§ Dataset:
============================================================
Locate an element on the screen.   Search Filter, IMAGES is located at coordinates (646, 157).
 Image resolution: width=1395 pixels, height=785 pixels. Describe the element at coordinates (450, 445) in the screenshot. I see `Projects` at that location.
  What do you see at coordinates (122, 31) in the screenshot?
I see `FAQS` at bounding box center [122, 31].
============================================================
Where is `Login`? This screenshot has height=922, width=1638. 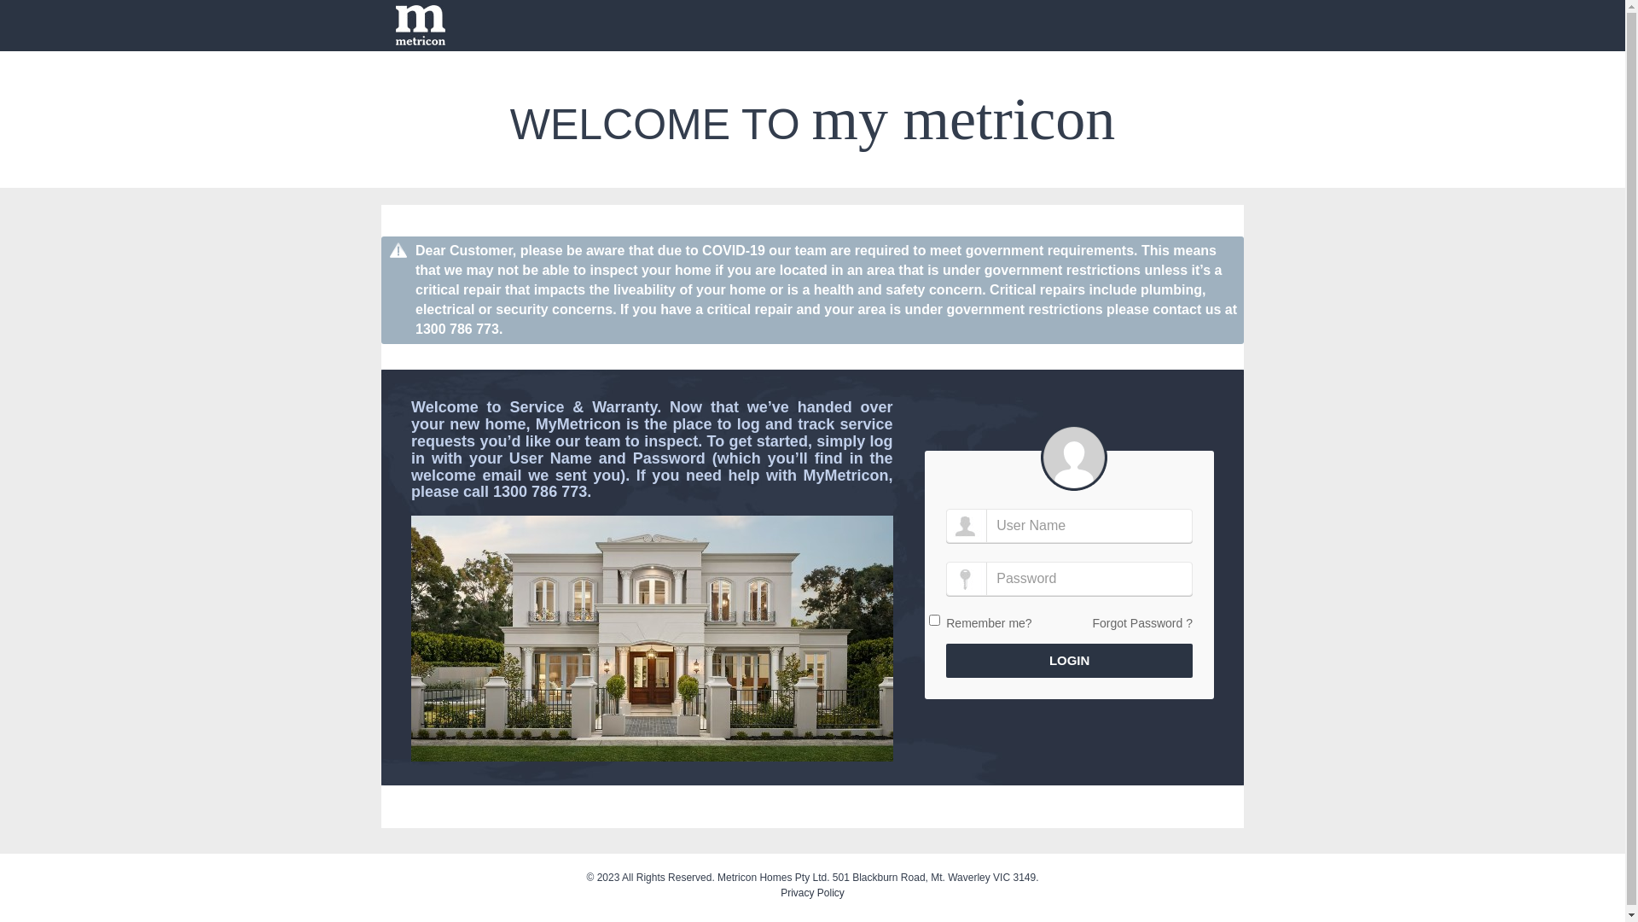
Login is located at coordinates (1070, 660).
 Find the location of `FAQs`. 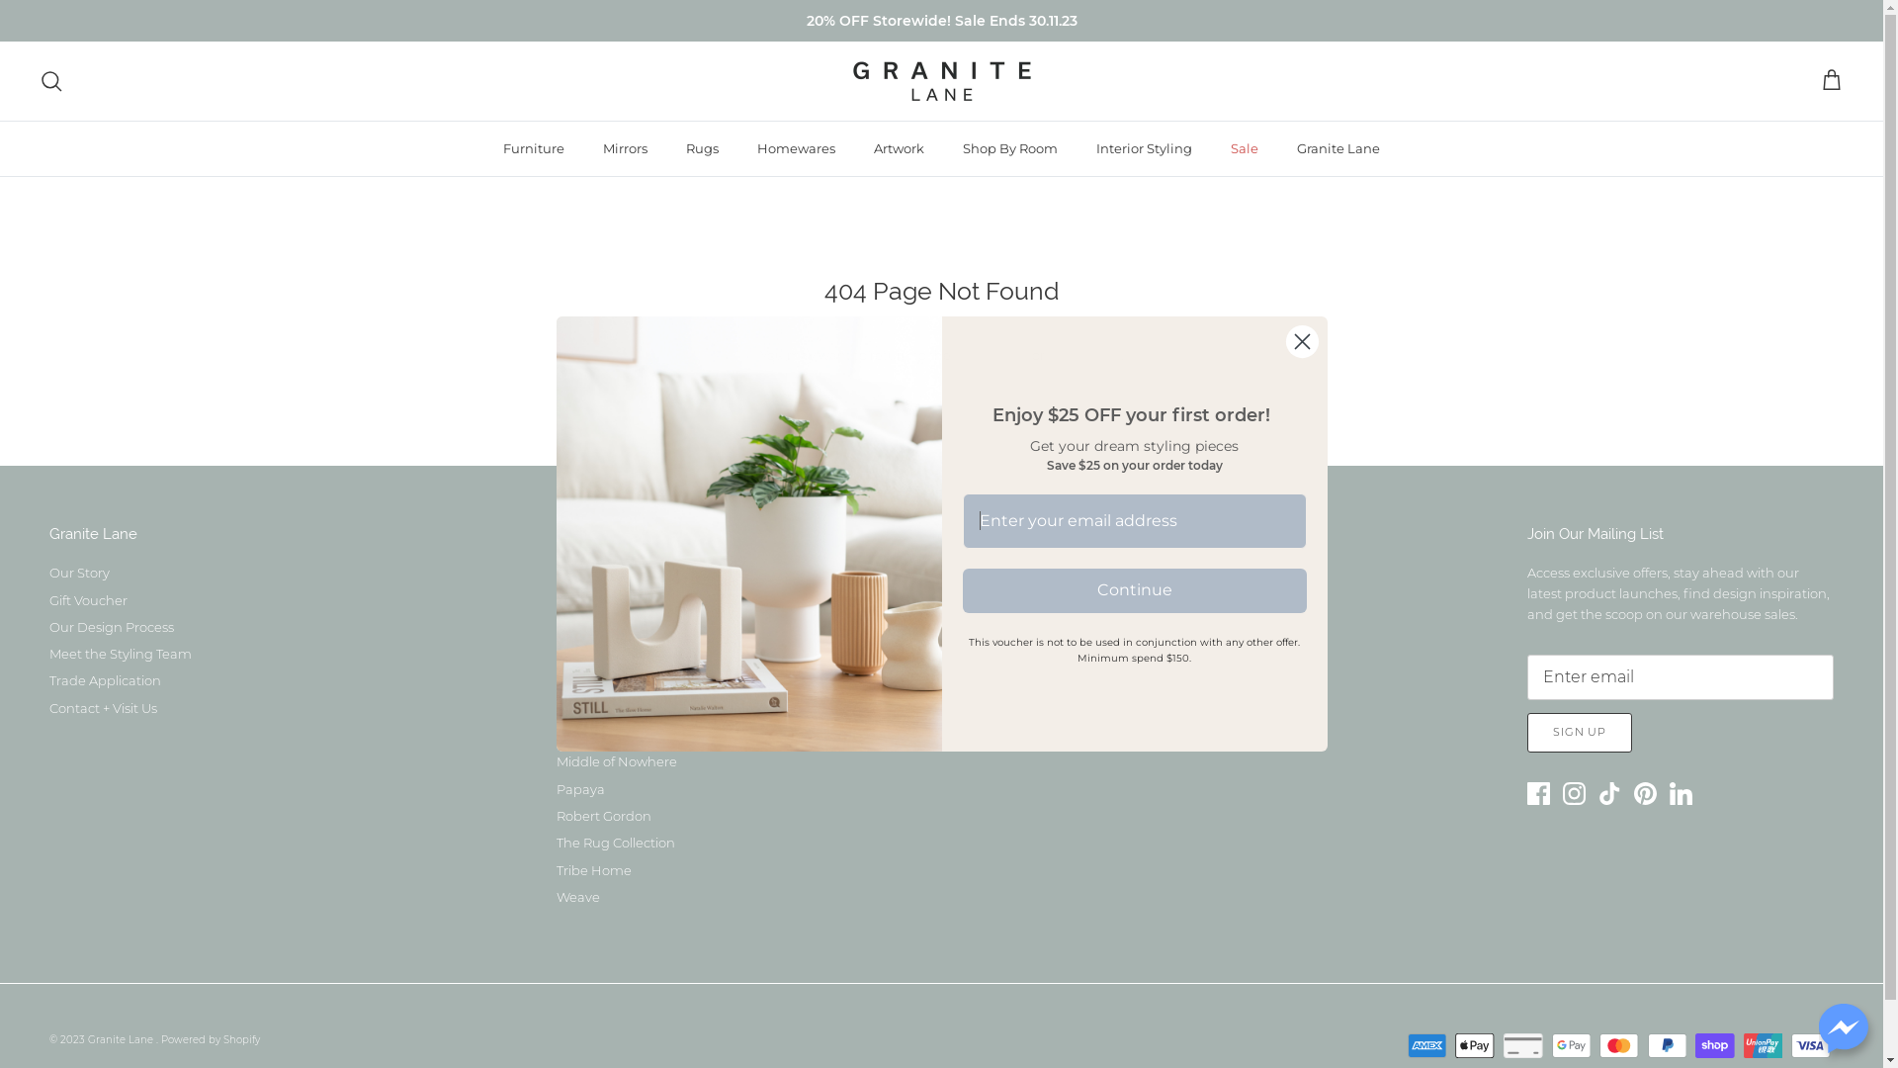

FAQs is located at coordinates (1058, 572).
============================================================
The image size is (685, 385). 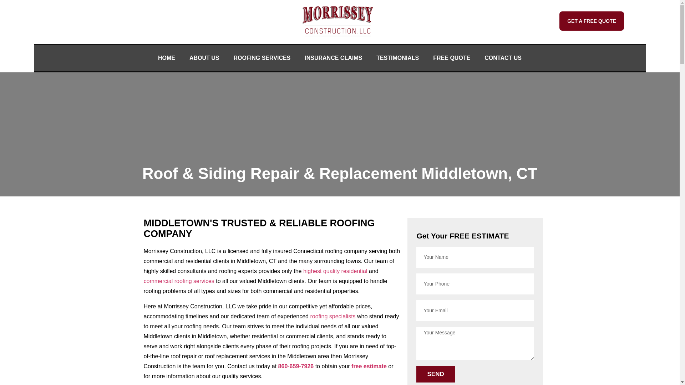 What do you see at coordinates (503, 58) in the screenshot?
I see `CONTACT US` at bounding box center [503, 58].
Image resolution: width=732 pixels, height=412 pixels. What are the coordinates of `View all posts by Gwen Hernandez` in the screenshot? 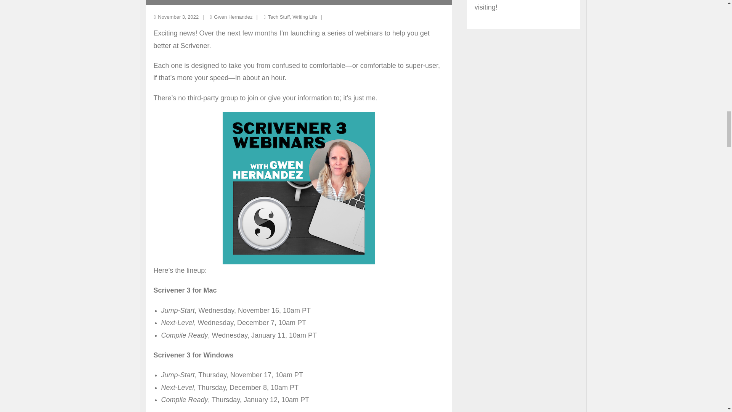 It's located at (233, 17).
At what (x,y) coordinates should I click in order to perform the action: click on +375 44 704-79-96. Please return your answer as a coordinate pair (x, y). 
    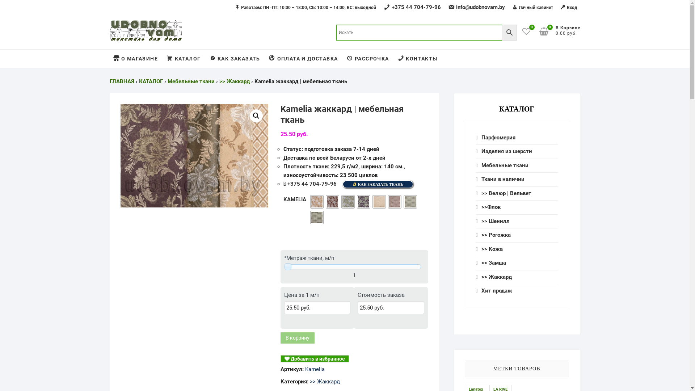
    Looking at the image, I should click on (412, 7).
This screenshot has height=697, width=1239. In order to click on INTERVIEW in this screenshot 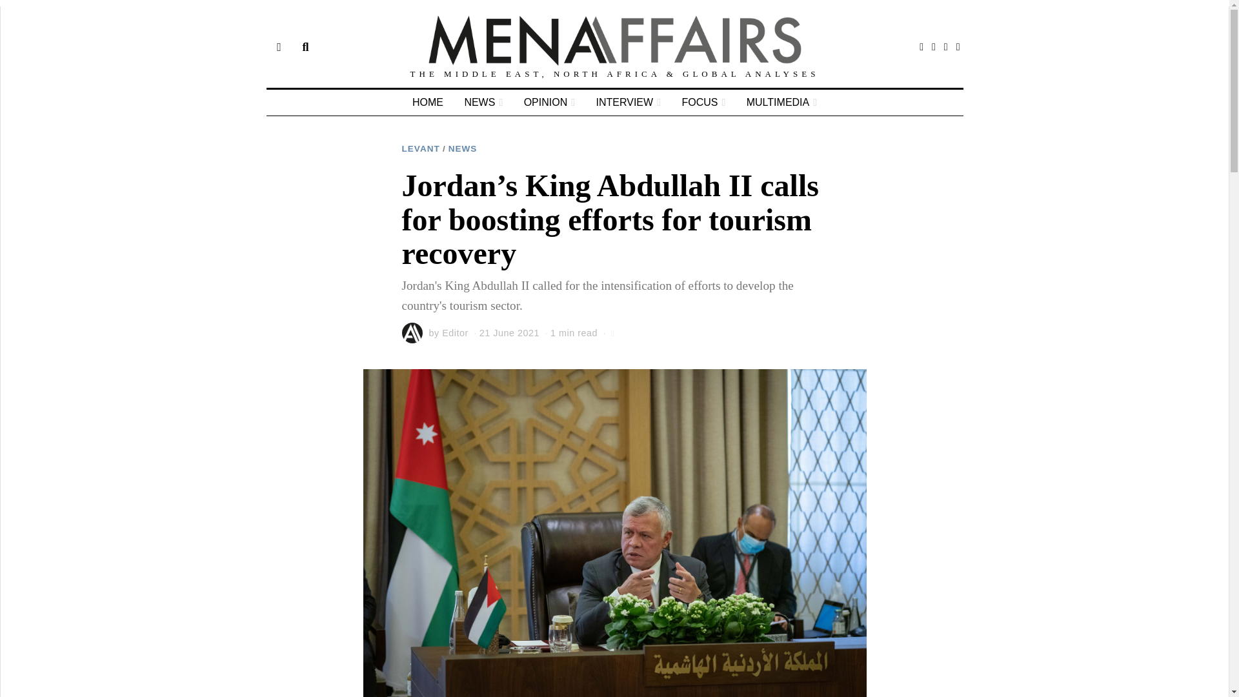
============================================================
§ Task item:
Copy exactly the part of the material above that opens with the line containing "At what (x,y)" and closes with the line containing "This screenshot has height=697, width=1239.", ends included. Drop the images.

§ Response to this task:
At what (x,y) coordinates should I click in order to perform the action: click on +375 44 704-79-96. Please return your answer as a coordinate pair (x, y). 
    Looking at the image, I should click on (412, 7).
This screenshot has height=697, width=1239. In order to click on INTERVIEW in this screenshot 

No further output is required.